Just FTR, yes, I have a doctor’s appointment next week. But I still want to know if this ever happened to anyone else, and how it progressed.
I have had reactive hypoglycemia for at least 20 years, maybe longer. What that means is that I have to be really careful about eating refined sugar, and eating big meals. If I eat sugar, even a small amount, on an empty stomach, or a large amount any time, or eat a big meal, it makes my blood sugar drop, sometimes precipitously. My normal resting blood sugar is about 76, which is low, but still normal. Eating a piece of candy can make it drop to 40. Before I do heavy exercise, I need to eat something like nuts and whole milk (or a power bar made for diabetics), it can drop really low as well.
Sometimes, if I go too long without eating, I get shaky and dizzy. Then I need something with a little unrefined carbohydrate, a lot of protein, and zero refined sugar. It resolves in about five minutes, especially if I drink water.
That’s all my normal, and I’ve been dealing with it for years. I check my blood sugar after meals, after strenuous exercise, and before bed.
Lately, it’s been doing something weird. It drops after eating sugar, just like always, but before it does, it spikes. I’ve never had spikes before.
I’m heavier than I was when I was first diagnosed, but I’m not overweight, so I don’t think I could have type II diabetes; however, my father’s family has a history of adult onset type I diabetes, and it doesn’t seen to have a lot to do with weight. Some people developed it after having been overweight for years, but some people who developed it were of normal weight. Most people were in their 60s, and I’m 49.

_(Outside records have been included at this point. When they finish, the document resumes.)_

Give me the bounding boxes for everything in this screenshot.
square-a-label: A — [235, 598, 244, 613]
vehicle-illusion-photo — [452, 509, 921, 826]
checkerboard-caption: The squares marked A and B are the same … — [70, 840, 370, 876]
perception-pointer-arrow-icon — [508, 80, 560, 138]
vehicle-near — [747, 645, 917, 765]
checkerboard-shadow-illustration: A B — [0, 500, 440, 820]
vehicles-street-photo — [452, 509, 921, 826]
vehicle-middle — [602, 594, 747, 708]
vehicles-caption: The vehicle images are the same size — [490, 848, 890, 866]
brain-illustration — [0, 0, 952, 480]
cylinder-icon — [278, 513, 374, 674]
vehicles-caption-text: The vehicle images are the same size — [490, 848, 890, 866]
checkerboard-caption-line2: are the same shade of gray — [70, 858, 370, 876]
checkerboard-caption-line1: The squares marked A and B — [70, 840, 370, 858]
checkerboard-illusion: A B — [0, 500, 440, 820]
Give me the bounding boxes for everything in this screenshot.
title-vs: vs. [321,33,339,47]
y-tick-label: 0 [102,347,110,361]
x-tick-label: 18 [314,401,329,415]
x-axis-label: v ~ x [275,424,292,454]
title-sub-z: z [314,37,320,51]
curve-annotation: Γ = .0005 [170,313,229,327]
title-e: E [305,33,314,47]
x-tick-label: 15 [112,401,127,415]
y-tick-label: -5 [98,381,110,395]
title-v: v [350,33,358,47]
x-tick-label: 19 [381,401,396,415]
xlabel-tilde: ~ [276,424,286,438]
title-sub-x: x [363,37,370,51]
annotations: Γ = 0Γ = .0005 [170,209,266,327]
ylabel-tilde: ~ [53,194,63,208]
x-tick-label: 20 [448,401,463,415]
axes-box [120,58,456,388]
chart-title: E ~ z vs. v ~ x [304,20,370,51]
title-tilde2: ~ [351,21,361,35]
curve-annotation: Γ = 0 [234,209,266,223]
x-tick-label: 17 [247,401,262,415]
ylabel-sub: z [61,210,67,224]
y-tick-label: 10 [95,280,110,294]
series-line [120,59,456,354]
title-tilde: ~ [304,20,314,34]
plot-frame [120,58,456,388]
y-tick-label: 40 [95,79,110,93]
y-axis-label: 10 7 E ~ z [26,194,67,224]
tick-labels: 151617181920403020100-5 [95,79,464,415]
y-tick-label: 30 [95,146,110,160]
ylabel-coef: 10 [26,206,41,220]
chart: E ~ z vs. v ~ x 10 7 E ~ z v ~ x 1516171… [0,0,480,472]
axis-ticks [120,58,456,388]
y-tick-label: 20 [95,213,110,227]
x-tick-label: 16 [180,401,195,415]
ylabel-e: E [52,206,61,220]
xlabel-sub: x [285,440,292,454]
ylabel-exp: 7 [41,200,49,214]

A little more frightening, my father died of pancreatic cancer.
Does anyone else with hypoglycemia have spikes? Does anyone with diabetes remember this happening? anyone with diabetes have it progress from hypoglycemia?
I already pretty much don’t eat sugar, but in the last week, as soon as Purim was over (it was “cheating” over Purim that made me notice this happening), I completely cut out sugar, and started following diabetic exchanges. The spikes have stopped happening-- my highest blood sugar has been 102, which is still high for me, but I was having spikes as high as 130.
Right now, my resting blood sugar is about 83, which means that following the diet has actually brought the mode up a little, which is probably good. Not only have the spikes stopped, but so have the “shakes,” because I’m carrying food with me and eating on a schedule. This I should have done years ago.
I’m kind of hoping that the doctor will just tell me to keep doing what I’m doing, and come back in a month, maybe with a written food diary, and my glucometer ready to hook up to the computer. I really, really hope she doesn’t want a pancreatic biopsy, but because of my father, that’s in the back of my mind.